Last weekend I had a very unpleasant situation. A server reboot made an entire machine unusable. It was very difficult issue, costing an unplanned outage. Actually, we had all series of unfortunate events that day. I got aged by few years, but also learn there is always a solution, event in a hopeless situation. Read the entire story to avoid a similar problem.Spectre/Meltdown issue is sort of great marketing story. Suddenly everyone asks if my system has this vulnerability. Because of that, multiple old servers need to be replaced and all the others will get necessary patches. Due to this fact I had to plan and perform major firmware upgrade on one of our small systems S814. The server firmware wasn’t concurrent, therefore a lot of activities had to be coordinated but the server outage was planned and required a cold restart.
I can make a bet that multiple companies do not perform a firmware upgrade, using excuse ‘we can’t effort a server outage’. Last security issues (WannaCry) shown that the result of such strategy can be miserable for entire company. Therefore, I’m always a big supporter to keep things up to date.
So, how could happen that power off and on the server isolated the machine?
My S814 for historic reasons use internal SAS controllers with split backplane configuration. In another words, there are two separate disk controllers, delivering internal disks for VIOSes. The VIOSes boot from internal mirrored disks. All hosts above, run on fully virtualized IO (NPIV, SEA). Thus, lost of VIOSes results in unusable server, and this is exactly what happened.
The problem was not caused by new server firmware or wrong update procedure, it was caused because there is a bug in SAS adapter firmware which may (or may not) activate during cold power off/on the server. This happened on both adapters at the same time.
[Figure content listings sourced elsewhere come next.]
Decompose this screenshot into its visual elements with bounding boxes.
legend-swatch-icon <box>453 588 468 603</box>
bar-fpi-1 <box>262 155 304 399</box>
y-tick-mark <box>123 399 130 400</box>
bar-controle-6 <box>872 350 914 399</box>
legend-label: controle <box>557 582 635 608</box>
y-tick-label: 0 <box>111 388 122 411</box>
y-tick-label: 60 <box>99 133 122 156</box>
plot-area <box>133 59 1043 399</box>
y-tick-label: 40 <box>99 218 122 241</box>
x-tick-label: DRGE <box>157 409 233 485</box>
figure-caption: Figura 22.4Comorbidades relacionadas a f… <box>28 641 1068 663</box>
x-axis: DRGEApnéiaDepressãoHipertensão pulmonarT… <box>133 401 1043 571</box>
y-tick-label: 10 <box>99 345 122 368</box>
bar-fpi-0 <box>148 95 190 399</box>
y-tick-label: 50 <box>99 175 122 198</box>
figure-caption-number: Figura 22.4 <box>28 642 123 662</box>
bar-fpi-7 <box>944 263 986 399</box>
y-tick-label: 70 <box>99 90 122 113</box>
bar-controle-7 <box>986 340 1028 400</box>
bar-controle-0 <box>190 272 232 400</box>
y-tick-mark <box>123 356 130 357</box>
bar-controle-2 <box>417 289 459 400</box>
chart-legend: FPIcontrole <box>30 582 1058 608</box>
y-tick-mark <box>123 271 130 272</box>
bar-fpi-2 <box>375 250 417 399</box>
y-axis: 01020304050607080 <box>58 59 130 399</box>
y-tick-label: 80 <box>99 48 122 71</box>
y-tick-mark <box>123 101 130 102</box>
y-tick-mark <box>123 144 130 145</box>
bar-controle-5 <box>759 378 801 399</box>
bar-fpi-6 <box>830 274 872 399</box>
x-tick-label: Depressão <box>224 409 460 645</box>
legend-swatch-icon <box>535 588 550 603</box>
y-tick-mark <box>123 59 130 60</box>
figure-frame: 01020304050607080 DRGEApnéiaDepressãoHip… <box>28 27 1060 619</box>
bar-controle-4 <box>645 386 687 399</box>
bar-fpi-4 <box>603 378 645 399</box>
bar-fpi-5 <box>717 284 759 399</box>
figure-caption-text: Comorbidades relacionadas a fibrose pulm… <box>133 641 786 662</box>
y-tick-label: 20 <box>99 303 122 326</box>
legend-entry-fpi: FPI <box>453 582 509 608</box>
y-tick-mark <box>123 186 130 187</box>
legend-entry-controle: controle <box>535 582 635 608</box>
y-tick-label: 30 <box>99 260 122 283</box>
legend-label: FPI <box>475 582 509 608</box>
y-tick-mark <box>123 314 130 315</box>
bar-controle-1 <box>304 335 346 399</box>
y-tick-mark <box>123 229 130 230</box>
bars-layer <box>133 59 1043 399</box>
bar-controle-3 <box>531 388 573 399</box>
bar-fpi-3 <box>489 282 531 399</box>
Moreover, the adapters get completely “bricked”, it was impossible to do anything with them. The only solution is to replace the adapters.
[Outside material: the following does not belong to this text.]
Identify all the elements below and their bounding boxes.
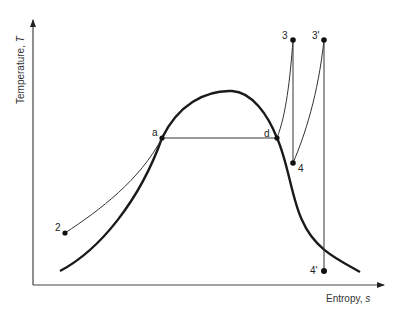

I have 57DC – PCIe3 x8 cache SAS RAID internal adapter 6 Gb. But the same problem is for 57D7, 57D8, 2CCA, 2CCD, 2CD2. In the microcode history there is very innocent sentence coming with release 15511800 – “Possible “false” Over Current detection which may cause an adapter failure on a cold (power off) boot. This may result in an adapter resource status of failed or unknown and/or system may log SRCBA180020 SRCB200308C SRCB2004158″
It is marked as HIPER, but I would never expect that such thing may completely isolate a server, without any possibility to recover. In another words, even multi million super redundant configuration may be potentially impacted, if this bug hasn’t been patched in time.
What happened and how it was recognized? After server IPL, slots C14 and C15 were internal controllers are located were reported in the HMC as Unknown. It wasn’t possible to check adapter type, nothing. Also, there was no single error generated by a server. Nothing in the HMC Serviceable Events. The only error was reported in ASMI with ID SRCBA180020.
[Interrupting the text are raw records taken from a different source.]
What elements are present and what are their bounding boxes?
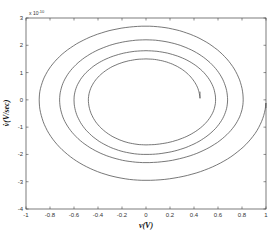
y-tick-label: -1	[18, 124, 24, 130]
x-tick-label: 0.4	[190, 212, 199, 218]
x-tick-label: -1	[23, 212, 29, 218]
y-tick-label: 1	[20, 70, 24, 76]
spiral-curve	[39, 26, 266, 180]
ticks: -1-0.8-0.6-0.4-0.200.20.40.60.813210-1-2…	[18, 15, 269, 218]
y-tick-label: 2	[20, 42, 24, 48]
y-tick-label: -4	[18, 206, 24, 212]
y-tick-label: 0	[20, 97, 24, 103]
y-tick-label: -3	[18, 179, 24, 185]
x-axis-label: v(V)	[139, 221, 154, 230]
y-tick-label: 3	[20, 15, 24, 21]
x-tick-label: 1	[264, 212, 268, 218]
x-tick-label: -0.2	[117, 212, 128, 218]
y-multiplier-label: x 10-10	[29, 9, 45, 16]
x-tick-label: 0.6	[214, 212, 223, 218]
y-axis-label: v̇(V/sec)	[2, 99, 11, 126]
x-tick-label: 0	[144, 212, 148, 218]
x-tick-label: -0.8	[45, 212, 56, 218]
x-tick-label: 0.8	[238, 212, 247, 218]
phase-plot: -1-0.8-0.6-0.4-0.200.20.40.60.813210-1-2…	[0, 0, 278, 233]
x-tick-label: 0.2	[166, 212, 175, 218]
y-tick-label: -2	[18, 151, 24, 157]
x-tick-label: -0.6	[69, 212, 80, 218]
x-tick-label: -0.4	[93, 212, 104, 218]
As I wrote of begging of this post, it was series of unfortunate events, so the story continue. After 3-4 hours with IBM technical support on the phone, and hopeless multiple IPLs with/without hardware discovery, I have been told that the problem has been delegated to IBM CE which should contact me, and replace affected adapters. What was a surprise when he had contacted and said that particular adapters are not available locally, and it will take another 9 hrs to get them on site. That sounds as real disaster while a production systems were down.
I was thinking about possible solutions and came up with an idea to connect and zone an external storage. Apparently we run all lpars from the external storage, so the infrastructure was there. I asked my SAN colleagues to provision a single LUN to each VIO and we started VIO restore procedure from NIM server. After 2-3 hours I had all my VIOS configuration restored, running from the external storage, which allow to resume production Lpars.
IBM CE replied after 11 hours that he finally have the broken cards, but by this time we already resume the production , and SAS replacement require a frame shutdown which we can’t allow any time soon.
I think I will stay with VIOS running from ext storage forever.
If you still read my post,
- go to your VIOS and perform command lsmcode -A from the root shell. If SAS microcode is older than 15511800, plan the upgrade today.
- do regular VIOS backup (you never know when it will be necessary)
- if you still do not have NIM, get one. This is the fastest VIOS recovery method
You see that many things went wrong this day. For the first time in my professional career, I had feeling to throw away my PC from the window and just run away…. 🙂
This is why I always advise people to be their own parts depot — you can’t trust your business to anyone else’s support contract. If you got to be running, YOU have to have spare hw. Got ten identical machines? Buy #11. Got one? yes, buy two.
Had this exact same problem happen on the same HW BEFORE the new firmware was available…spare box got us back up and running.
It’s not just about rapid repair, either. It’s also about, „What happens if …” or „how do we …”. When you have spare hardware, you have the ability to test things on non-live systems.